Aim of the task ::
Write out only the opening lines of the entries, through the line with "You are a GUI".

===

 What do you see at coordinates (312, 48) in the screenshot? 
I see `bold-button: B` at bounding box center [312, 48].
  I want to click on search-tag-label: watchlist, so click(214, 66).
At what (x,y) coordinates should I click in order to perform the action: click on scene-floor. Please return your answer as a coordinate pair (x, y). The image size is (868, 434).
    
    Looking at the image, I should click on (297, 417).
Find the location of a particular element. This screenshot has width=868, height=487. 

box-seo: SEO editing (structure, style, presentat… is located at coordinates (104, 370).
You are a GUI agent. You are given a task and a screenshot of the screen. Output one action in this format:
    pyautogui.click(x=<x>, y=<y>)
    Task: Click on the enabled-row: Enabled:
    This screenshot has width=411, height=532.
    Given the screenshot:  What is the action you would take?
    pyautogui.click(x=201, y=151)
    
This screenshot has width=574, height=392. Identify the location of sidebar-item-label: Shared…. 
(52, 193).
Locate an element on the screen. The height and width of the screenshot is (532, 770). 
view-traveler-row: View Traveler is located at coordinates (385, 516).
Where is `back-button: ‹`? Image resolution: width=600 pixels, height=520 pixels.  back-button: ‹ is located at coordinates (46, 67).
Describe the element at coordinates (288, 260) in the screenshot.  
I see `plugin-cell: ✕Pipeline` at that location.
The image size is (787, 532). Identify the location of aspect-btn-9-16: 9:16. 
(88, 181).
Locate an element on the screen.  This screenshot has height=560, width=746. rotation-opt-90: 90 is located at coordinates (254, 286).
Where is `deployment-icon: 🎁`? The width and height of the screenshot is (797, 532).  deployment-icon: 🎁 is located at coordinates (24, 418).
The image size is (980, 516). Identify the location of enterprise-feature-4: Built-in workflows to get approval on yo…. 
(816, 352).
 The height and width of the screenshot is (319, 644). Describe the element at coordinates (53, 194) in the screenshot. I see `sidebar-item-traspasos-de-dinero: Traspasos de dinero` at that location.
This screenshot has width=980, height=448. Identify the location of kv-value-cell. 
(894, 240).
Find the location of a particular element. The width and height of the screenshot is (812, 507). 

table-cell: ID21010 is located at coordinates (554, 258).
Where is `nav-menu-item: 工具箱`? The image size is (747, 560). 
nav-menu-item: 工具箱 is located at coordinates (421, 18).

===

Response to this task ::
 What do you see at coordinates (312, 48) in the screenshot? 
I see `bold-button: B` at bounding box center [312, 48].
  I want to click on search-tag-label: watchlist, so click(214, 66).
At what (x,y) coordinates should I click in order to perform the action: click on scene-floor. Please return your answer as a coordinate pair (x, y). The image size is (868, 434).
    
    Looking at the image, I should click on (297, 417).
Find the location of a particular element. This screenshot has width=868, height=487. 

box-seo: SEO editing (structure, style, presentat… is located at coordinates (104, 370).
You are a GUI agent. You are given a task and a screenshot of the screen. Output one action in this format:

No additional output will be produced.